It’s time to take another look at how the half dozen versions of Android floating around the market. As essential as this information is to developers, it is also interesting to observe from a market analysis perspective. This month’s chart paints a positive picture, with a bit of foreboding in the air. All versions of Android have seen notable drops in numbers. That is, all except Android Lollipop, 5.0 and 5.1, which are now installed on as much as 21 percent of Android devices in the market.
Relatively speaking, it is Android 5.1 that actually saw the most significant increase, now at 5.1 percent, a 2.5 jump from last month’s 2.6 percent. Android 5.0 did rise but sadly only minimally, from 15.5 percent in August to 15.9 percent as of September 7. Still, it shows a very health adoption rate for the so far latest Android version, which has taken a fifth of the market in 6 months’ time.
As for the rest of the crew, everyone went down, even Android 4.4 KitKat, surprisingly. Android 2.2 Froyo is probably finally ready to throw in the towel at 0.2 percent, quite close to the 0.1 criteria that Google has for including Android versions in the list. Even the combined might of the Jelly Bean brothers wasn’t enough this time, now occupying 31.6 percent of the pie in total. And KitKat was nudged down just a wee bit from 39.3 to 39.2 percent.
As encouraging as these numbers might look, there is one caveat to this never ending defragmentation quest. Android 6.0 Marshmallow is just around the corner, which will add yet another major milestone to Android, but also another stumbling block to unifying Android devices and versions to make things easier for developers and eventually for users as well.
SOURCE: Google
My question is: What is froyo, gingerbread and ice cream sandwich still doing there? Those should already be non existent.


▶ **Problem requirements**
Repeat exactly the line with "Screen is 1024px×768px." and each line after it to the end of the data below; pictures stay out.

▶ **Exercise material**
* * *

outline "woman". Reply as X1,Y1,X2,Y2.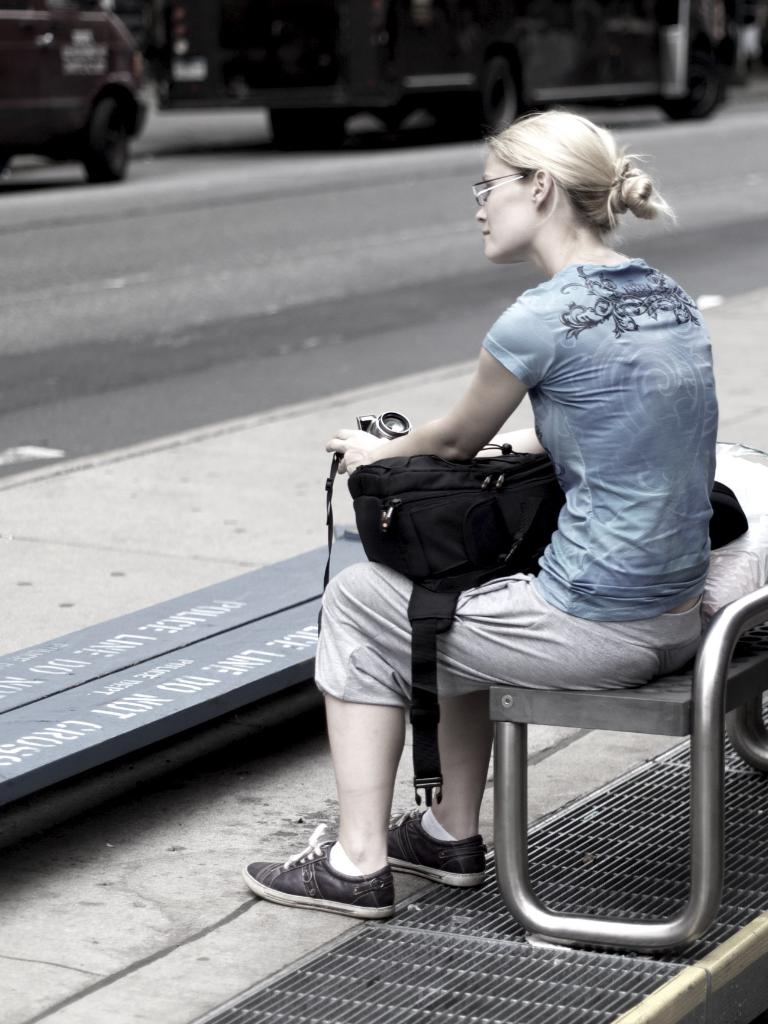
315,79,723,916.
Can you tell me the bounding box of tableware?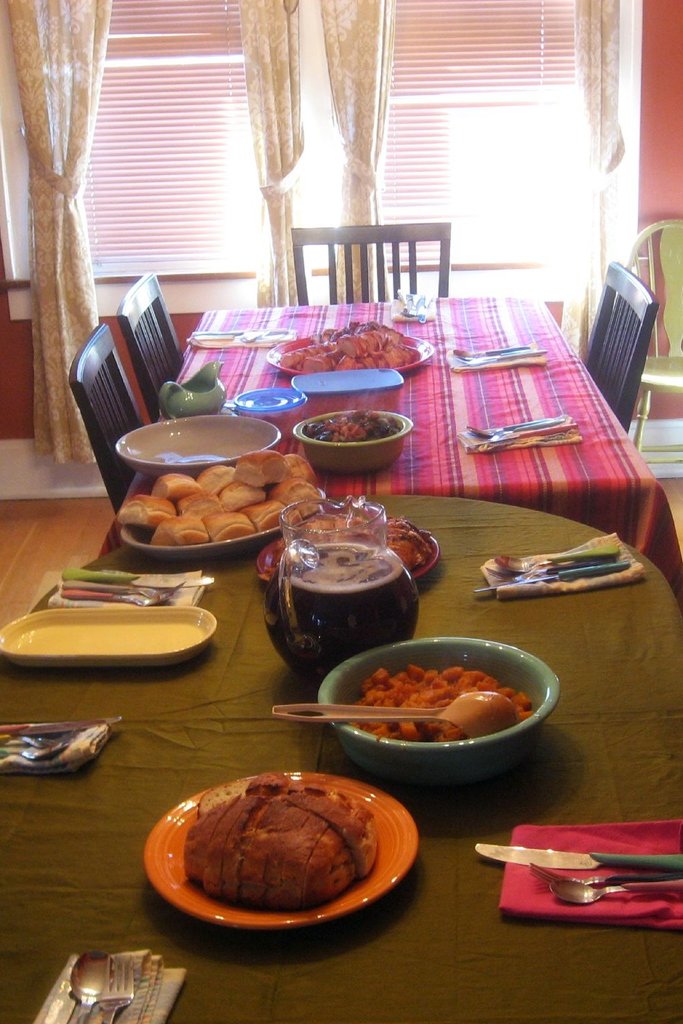
(x1=118, y1=518, x2=293, y2=557).
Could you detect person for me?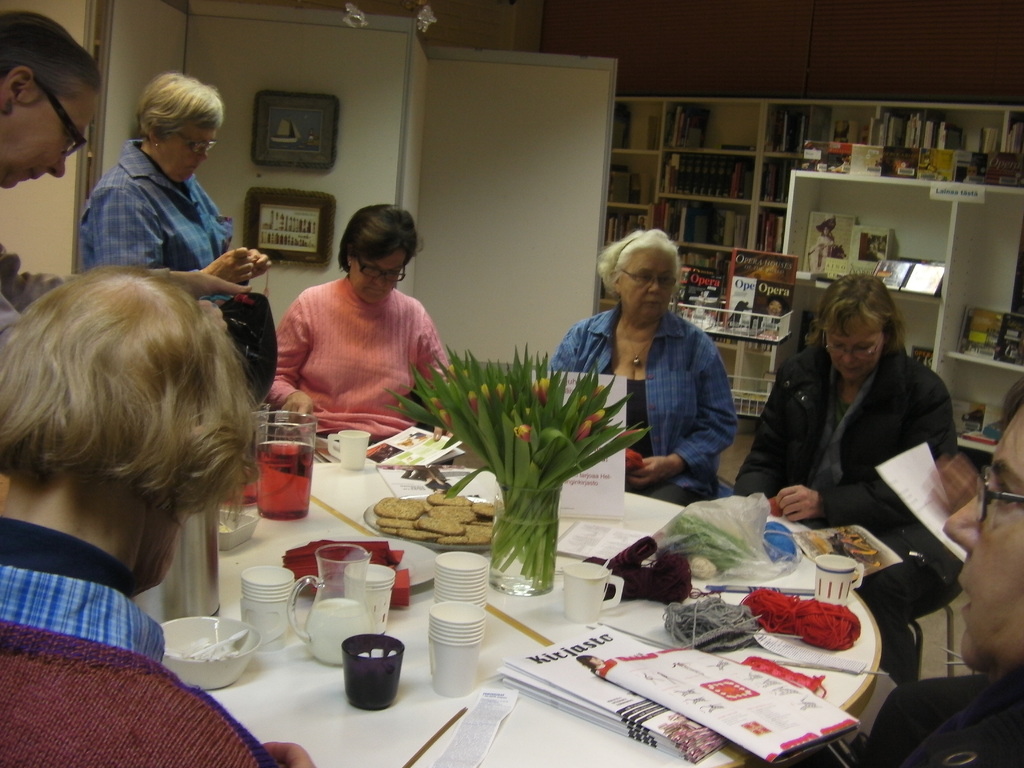
Detection result: pyautogui.locateOnScreen(857, 372, 1023, 767).
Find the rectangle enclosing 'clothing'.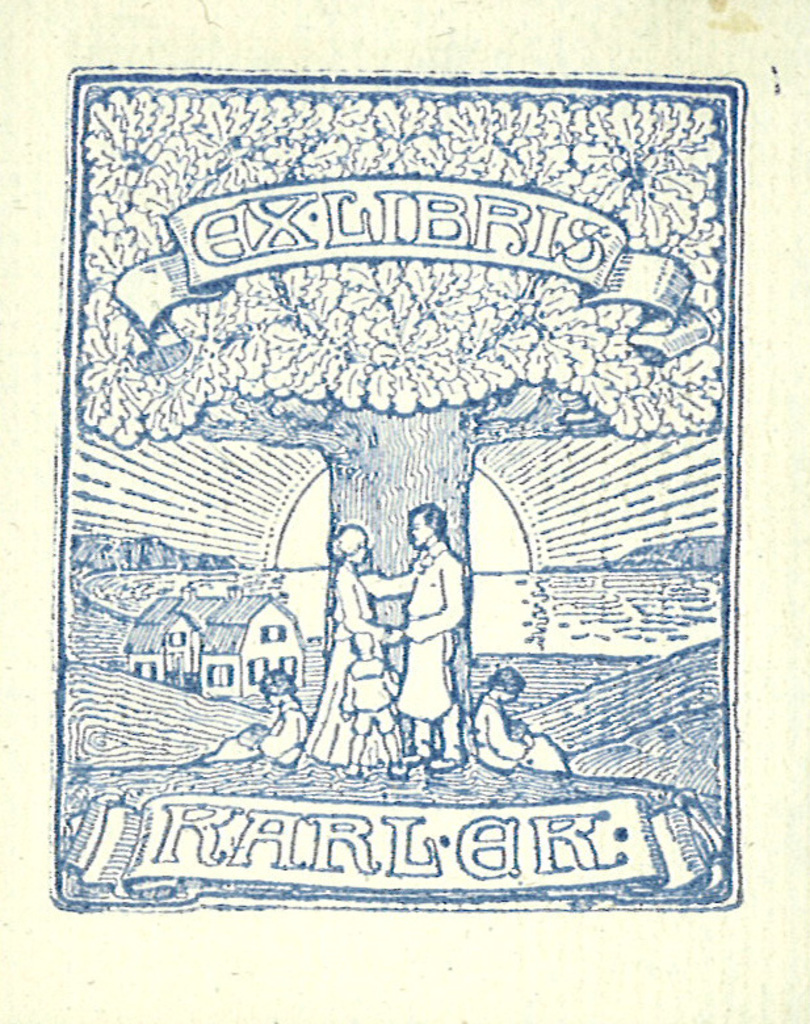
box(395, 540, 470, 752).
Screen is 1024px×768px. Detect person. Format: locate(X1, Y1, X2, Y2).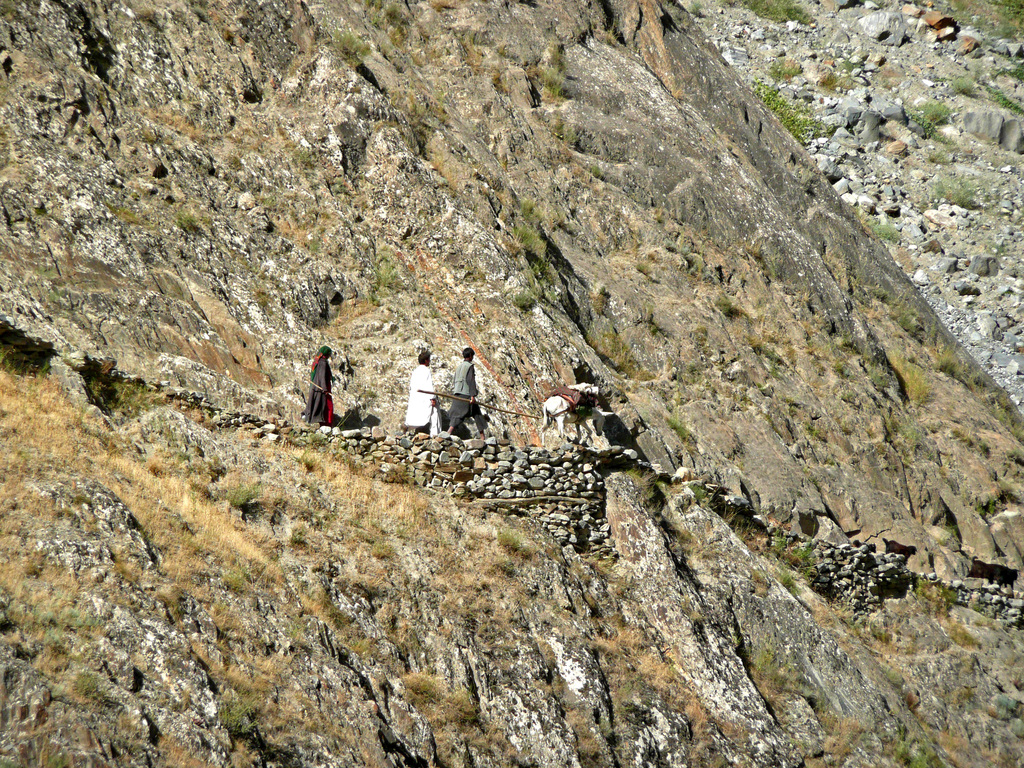
locate(399, 350, 438, 437).
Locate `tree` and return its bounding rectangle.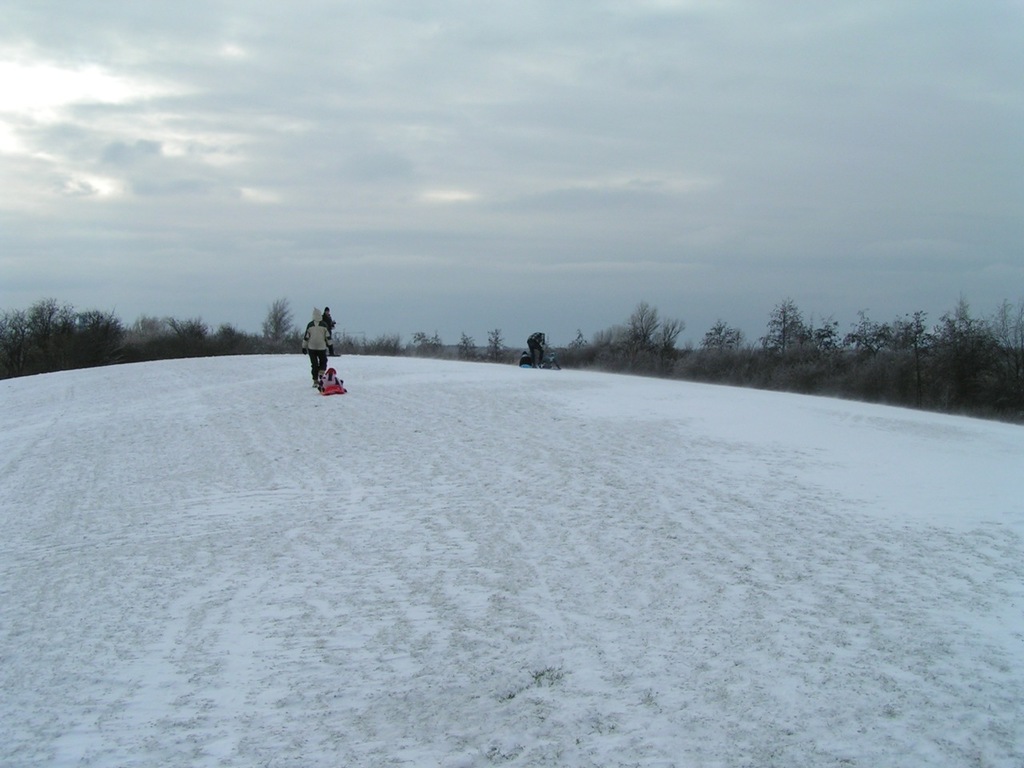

* * *

▶ **Solution**
Screen is 1024px×768px. Detect person. Format: locate(X1, Y1, X2, Y2).
locate(399, 350, 438, 437).
Locate `tree` and return its bounding rectangle.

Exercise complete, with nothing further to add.